Khobar- Since the four OPEC members, Saudi Arabia, Venezuela, Russia and Qatar have met last month in Doha, everybody has been waiting to know the setting of the next meeting that will include major oil producers, in a step urging them to freeze their oil output to stabilize the market.
This time the meeting will not be held with only four members, but more than ten members will participate, according to what four of the OPEC members told Asharq Al-Awsat.
The members will be meeting in mid-April in a plan to freeze output levels in order to support prices, they added.
An earlier plan was to meet on March 20 in Russia, but sources familiar with the matter said last week this was unlikely to take place. So far no countries have received invitations or an agenda for a meeting, the four OPEC delegates said.
The probability that Doha will host the meeting is high as Qatar is heading the OPEC ministerial conference this year, despite Russia being the country that called for it. Moreover, the meeting may still not take place if there aren’t many important producers attending and agreeing beforehand to freeze production outputs.
It seems that Iran will not join the meeting since the Iranian Oil Minister Bijan Zangeneh said in statement on Saturday that his country will not join the freeze agreement until it boosts its crude output to 4 million barrels a day.
Despite this statement, Russia expects the meeting to be held even if Iran did not participate. Earlier that day, the Russian Energy Minister Alexander Novak met with Iranian Oil Minister Bijan Zanganeh in Tehran. He told reporters after the meeting that Iran is still insisting on increasing its oil output disregarding any possible freezing decisions.
Novak added that OPEC and non-OPEC members are most probably to hold the meeting in April to conclude an initial agreement regarding freezing oil production levels to boost the prices in the market. He also said that the meeting might be held in Doha, Qatar.
Novak said that Iran has the right to back out of the deal until the recovery of its oil output, which had been hit by now-lifted international sanctions over its nuclear program.
“We share the view that Iran is in a special situation.
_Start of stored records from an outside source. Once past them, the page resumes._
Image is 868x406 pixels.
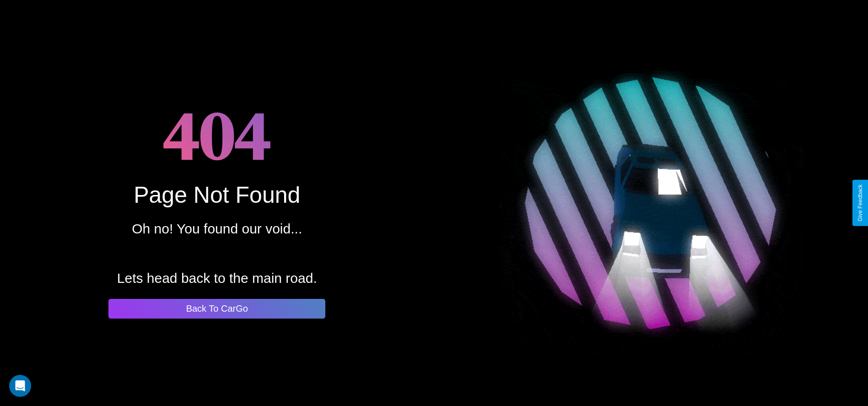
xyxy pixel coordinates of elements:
[499,51,803,355] img: spinning car
[108,299,325,319] button: Back To CarGo
[857,184,863,221] div: Give Feedback
[163,88,271,182] h1: 404
[9,375,31,397] div: Open Intercom Messenger
[134,182,300,208] div: Page Not Found
[117,216,317,291] p: Oh no! You found our void... Lets head back to the main road.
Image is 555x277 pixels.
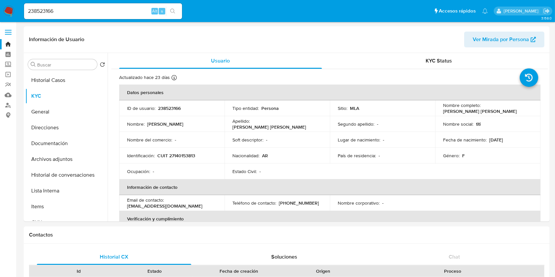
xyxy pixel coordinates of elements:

The sanctions that had been introduced had materially hit Iran’s output,” he added.
Iran must regain its share of the global oil market before it participates in any agreement among oil producing countries to restrict supply, the chief of staff to President Hassan Rouhani said on Thursday.
A collapse in the price of oil since mid-2014 has led some big exporters to suggest an output freeze, but Iran is focused on increasing supply following the lifting of international sanctions earlier this year.
“Of course the oil market has to be managed more wisely,” Mohammad Nahavandian said at the Royal United Services Institute in London.
“For Iran to participate in supply reduction, the prerequisite is to come to … the share of the market it had and then from that position help with a decrease in supply.”
Nahavandian said Iran’s reliance on oil revenue was now minimal, and that it was up to other producer countries to act to restrict supply.